Diabetes

What is Type 2 Diabetes?

Type 2 Diabetes is a condition that affects the way your body metabolizes glucose, a simple blood sugar that serves as an important source of fuel for your body. Every time you eat, your body’s digestive process converts some of your food into glucose. This additional glucose enters your bloodstream. The hormone, insulin, which is made in the pancreas, is then released to transport the extra blood glucose into your cells to be used for energy creation.

With Type 2 Diabetes, your body either resists the effects of insulin — a hormone that regulates the movement of sugar into your cells — or doesn’t produce enough insulin to maintain a normal glucose level.

How Does Someone Develop Diabetes?

It is estimated that diabetes impacts over 25.8 million children and adults in the United States (approximately 8.3% of the population). There are many factors that lead to the development of Type 2 Diabetes, and there appears to be a genetic component that plays a role, though how much is unclear. The most common causes, however, are obesity, poor diet, insufficient exercise, and hormonal imbalances.

Unhealthy hormone function can set a pattern in motion, beginning with cravings that create a poor diet, lack of energy that reduces the motivation to exercise, and sets a body up for weight gain, stress, and depression, that leads down the road to diabetes.

What Are The Effects of Diabetes on The Body?

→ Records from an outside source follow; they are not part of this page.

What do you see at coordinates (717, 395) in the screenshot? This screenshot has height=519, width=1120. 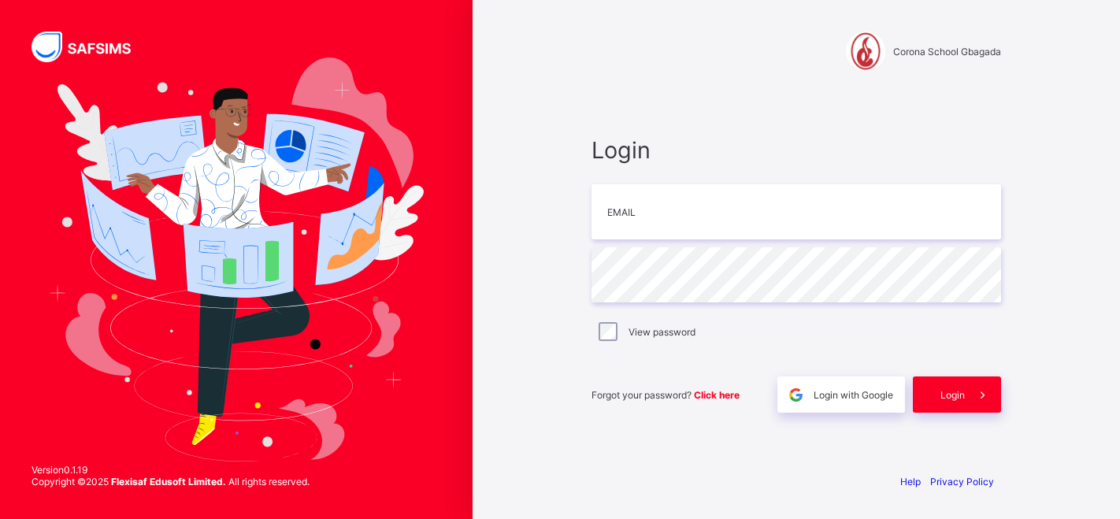 I see `a: Click here` at bounding box center [717, 395].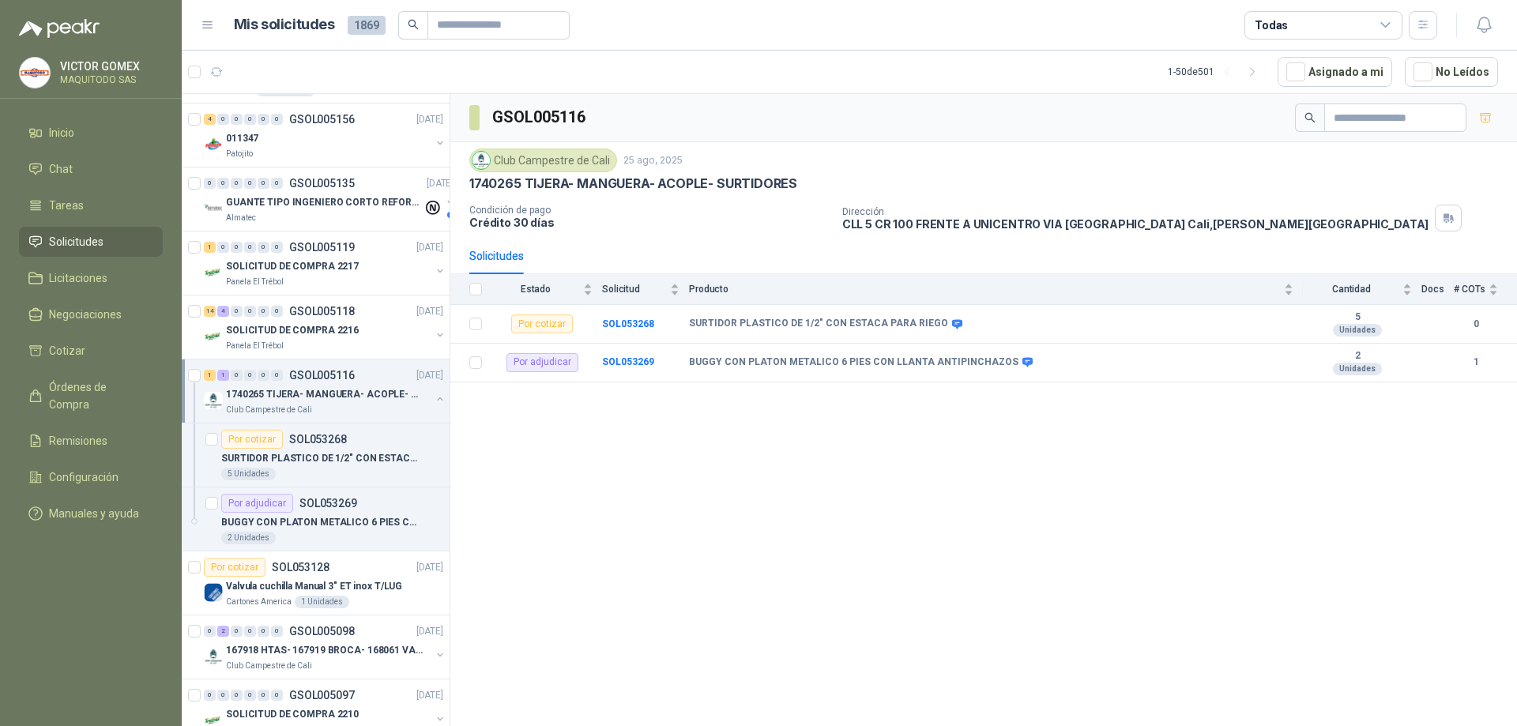  I want to click on p: SURTIDOR PLASTICO DE 1/2" CON ESTACA PARA RIEGO, so click(319, 458).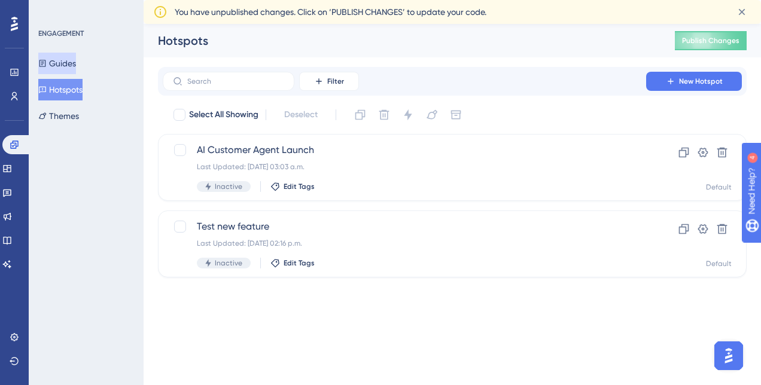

Diabetes can have a devastating effect on the body, causing long term damage to eyesight, the heart, kidneys, digestive system, and nerves, as well as increasing instances of high blood pressure, cardiovascular disease, stroke, and shortened lifespan.

It is not uncommon to hear about long-suffering diabetics losing some or all of a foot. Damage to the nerves between your brain and lower limbs worsens, your muscle tone slackens and the shape of your foot changes. One wrong step or pebble in your shoe can cause a small ulcer; numbness in the extremities means you may not notice it, and poor circulation from damaged blood vessels slows healing, resulting in a rampant infection that spreads to the bone. People with diabetes undergo about 73,000 lower-limb amputations per year, and about 60% of amputations overall are in people with diabetes.

Can’t I Control Diabetes With Medication?

People diagnosed with Type 2 Diabetes are then prescribed medications that they are told they will now be dependent on for the rest of their lives. It’s bad enough you have to look forward to an eternity of popping pills or stabbing yourself with needles, but the side effects of these drugs can be as horrible as the disease they are supposed to be managing. Managing, not treating. None of these drugs actually treat the condition.

Some cause a dramatic increase in the risk of heart attack, and cardiovascular death. More than 80,000 diabetics have suffered from strokes, heart failure or other complications including lethal heart attacks before use of the drug Avandia was restricted in the U.S. Metformin can cause kidney problems, heart problems, liver problems, anemia and hypoglycemia.

Can Type 2 Diabetes be Reversed?

Yes, but getting to the underlying causes of Type II Diabetes is the real focus. Medications and insulin only address a patient’s symptoms, which distracts from the true problems a diabetic may be facing. Commitment to a lifestyle change is required to send this deadly disease packing, and get you back on the road to good health.

Ready to learn how to avoid or reverse Type 2 Diabetes?

We give regular talks on the causes and effects of Diabetes and what you can do about it.